HIS VOICE IS MINE • by Nathan J. Bezzina

“Once a year like clockwork, eh, Frankie?” Doctor Herbert smiled.

Frank nodded. “Better safe than sorry, Doc.”

The office was the same as ever: white walls, cold metal chairs, thin-mattress bed, sturdy wooden desk. The only difference was the strange apparatus beside Doctor H. Like an octopus, Frank thought. Upon reflection, it was more like a heart monitor with wires spilling from its top. The display, a small screen, was blank.

“I need one of these myself,” Doctor H muttered.

“A checkup, Doc?”

Doctor H nodded, and his green eyes glimmered. “You have lovely blue eyes, Frank.” He grinned.

“Uh — cheers, Doc?”

“Yes! My arms, my legs, my chest, everything hurts.” He waved a hand down his body. “And look how skinny I am! A scarecrow beside you. Do you work out, Frank?”

“Sometimes.” Frank shifted in his seat. “Shall we get to it, Doctor H?”

Doctor H clapped his hands together. “Excellent idea!”

He leaned over, grabbed the octopus-heart-monitor, and pulled it on its wheels to where they sat.

“What’s that?” Frank asked, as Doctor H’s skinny fingers fiddled with the wires.

“For that big head of yours,” Doctor H said. “It’s brand-new, state-of-the-art, and a thousand other adjectives which all boil down to one thing, really: it’s incredibly impressive.”

“I don’t know about that, Doc,” Frank said. “A usual checkup is alright with me. I don’t need anything fancy—”

“Frankie, for how many years have I been your doctor?”

“Eleven, I think,” Frank said.

“Twelve this August. And have I ever led you astray? Don’t you trust me?”

Twelve years is a very long time to know someone, Frank thought.

“Okay, sure, I trust you,” Frank said. “I mean, you are the doctor, aren’t you?”

Doctor H attached the ends of the wires — little sticky suckers — to Frank’s temples. Then he switched a button on the machine and it hummed to life. The suckers immediately became too tight, pain spiked into Frank’s head, and he thought: This is what death feels like.

***

When Frank woke, he was a beep-beep-beep line on the monitor. A tiny camera set into the top gave him vision; a tiny microphone at the bottom gave him hearing.

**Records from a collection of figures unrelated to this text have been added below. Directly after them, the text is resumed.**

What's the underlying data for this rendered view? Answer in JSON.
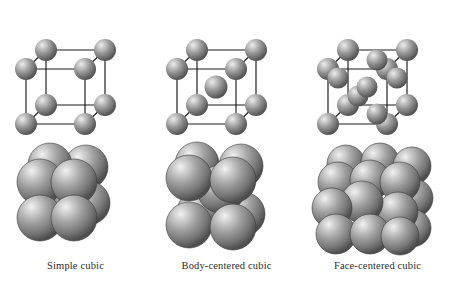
{
  "figure": {
    "background_color": "#ffffff",
    "sphere_color": "#8a8a8a",
    "sphere_highlight_color": "#e8e8e8",
    "sphere_shadow_color": "#4a4a4a",
    "bond_color": "#1a1a1a",
    "row_top_description": "ball-and-stick unit cell models",
    "row_bottom_description": "space-filling packed sphere models"
  },
  "cells": [
    {
      "id": "simple-cubic",
      "label": "Simple cubic",
      "lattice": {
        "type": "ball-and-stick",
        "corner_atoms": 8,
        "face_atoms": 0,
        "body_atoms": 0,
        "total_atoms": 8
      },
      "packing": {
        "type": "space-filling",
        "visible_spheres": 8
      }
    },
    {
      "id": "body-centered-cubic",
      "label": "Body-centered cubic",
      "lattice": {
        "type": "ball-and-stick",
        "corner_atoms": 8,
        "face_atoms": 0,
        "body_atoms": 1,
        "total_atoms": 9
      },
      "packing": {
        "type": "space-filling",
        "visible_spheres": 9
      }
    },
    {
      "id": "face-centered-cubic",
      "label": "Face-centered cubic",
      "lattice": {
        "type": "ball-and-stick",
        "corner_atoms": 8,
        "face_atoms": 6,
        "body_atoms": 0,
        "total_atoms": 14
      },
      "packing": {
        "type": "space-filling",
        "visible_spheres": 14
      }
    }
  ]
}
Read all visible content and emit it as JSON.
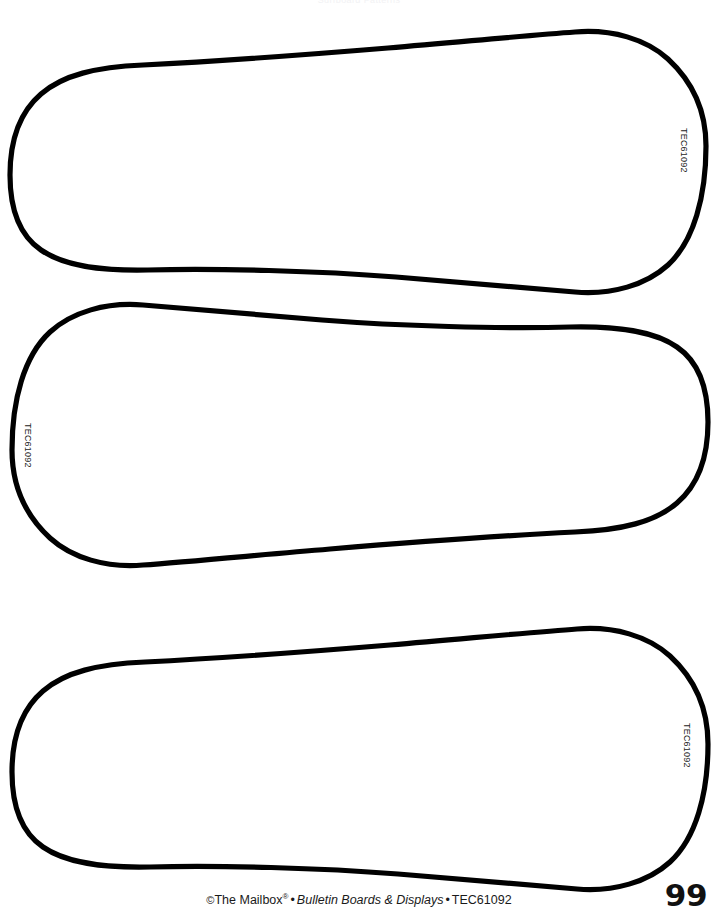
{
  "page": {
    "width": 718,
    "height": 917,
    "background_color": "#ffffff",
    "ink_color": "#000000",
    "page_number": "99",
    "cropped_header_text": "Surfboard Patterns"
  },
  "footer": {
    "copyright_symbol": "©",
    "publisher": "The Mailbox",
    "registered_mark": "®",
    "separator": "•",
    "series_title": "Bulletin Boards & Displays",
    "product_code": "TEC61092"
  },
  "patterns": [
    {
      "id": "surfboard-top",
      "name": "surfboard-pattern-1",
      "code_label": "TEC61092",
      "nose_side": "left",
      "tail_side": "right",
      "code_x": 689,
      "code_y": 128,
      "path": "M 706 146 C 706 196 694 241 668 265 C 646 285 612 295 575 292 C 533 289 470 283 396 277 C 320 271 216 268 148 270 C 100 271 64 266 41 250 C 19 235 10 209 10 175 C 10 140 20 112 41 94 C 63 75 96 67 143 65 C 203 62 303 55 388 48 C 470 41 533 35 575 32 C 612 29 646 39 668 59 C 694 83 706 112 706 146 Z"
    },
    {
      "id": "surfboard-middle",
      "name": "surfboard-pattern-2",
      "code_label": "TEC61092",
      "nose_side": "right",
      "tail_side": "left",
      "code_x": 33,
      "code_y": 423,
      "path": "M 12 450 C 12 400 24 356 50 332 C 72 312 106 302 143 305 C 185 308 248 314 322 320 C 398 326 502 329 570 327 C 618 326 654 331 677 347 C 699 362 708 388 708 422 C 708 457 698 485 677 503 C 655 522 622 530 575 532 C 515 535 415 542 330 549 C 248 556 185 562 143 565 C 106 568 72 558 50 538 C 24 514 12 484 12 450 Z"
    },
    {
      "id": "surfboard-bottom",
      "name": "surfboard-pattern-3",
      "code_label": "TEC61092",
      "nose_side": "left",
      "tail_side": "right",
      "code_x": 692,
      "code_y": 723,
      "path": "M 708 744 C 708 794 696 838 670 862 C 648 882 614 892 577 889 C 535 886 472 880 398 874 C 322 868 218 865 150 867 C 102 868 66 863 43 847 C 21 832 12 806 12 772 C 12 737 22 709 43 691 C 65 672 98 664 145 662 C 205 659 305 652 390 645 C 472 638 535 632 577 629 C 614 626 648 636 670 656 C 696 680 708 710 708 744 Z"
    }
  ]
}
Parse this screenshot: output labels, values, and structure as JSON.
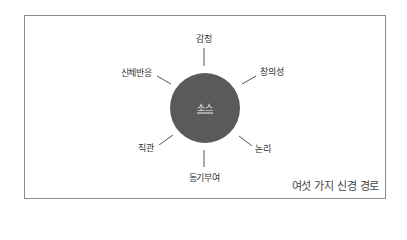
{
  "diagram": {
    "title": "여섯 가지 신경 경로",
    "center": {
      "label": "소스",
      "fill": "#5a5a5a"
    },
    "nodes": [
      {
        "label": "감정",
        "position": "top"
      },
      {
        "label": "창의성",
        "position": "top-right"
      },
      {
        "label": "논리",
        "position": "bottom-right"
      },
      {
        "label": "동기부여",
        "position": "bottom"
      },
      {
        "label": "직관",
        "position": "bottom-left"
      },
      {
        "label": "신체반응",
        "position": "top-left"
      }
    ],
    "colors": {
      "frame": "#8c8c8c",
      "spoke": "#555555",
      "circle": "#5a5a5a"
    }
  }
}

Doctor H shambled into the office. His face was hidden by the angle of the camera, but even so Frank could see he was changed. His arms and legs were bulkier, his hands were larger, he walked with a swagger, his wide shoulders shifting from side to side. His white coat tore down his bicep as he waved.

“Blasted thing,” he said, and his voice was different. His voice is mine, Frank thought, and if horror could’ve lanced through him, it would have. Doctor H grinned with Frank’s lips at the monitor. “I should thank you, dear friend—twelve years of bodily research has paid off.”

Doctor H danced to the monitor. His blue eyes glimmered. “I suppose you’re wondering about…” Frank’s finger tapped the monitor. “You are still my friend. I couldn’t bear to kill you, not definitively, anyhow. Not to worry. Your neurons are completely secure.” Frank’s shoulders shrugged. “Sorry, Frankie, but you came here and offered me your lovely healthy body on a plate. What did you expect me to do?”


Nathan J. Bezzina is a graduate of English literature and a professional ghostwriter, paid to produce stories in genres ranging from romance to horror, thriller to regency drama, and everything in between. His first love has always been science fiction, however, and when he’s not writing for rent, he’s writing for sanity. He lives in Weston-Super-Mare, England, with his wife and a very resilient bookshelf, working on a novel which seems to grow closer and yet further every day.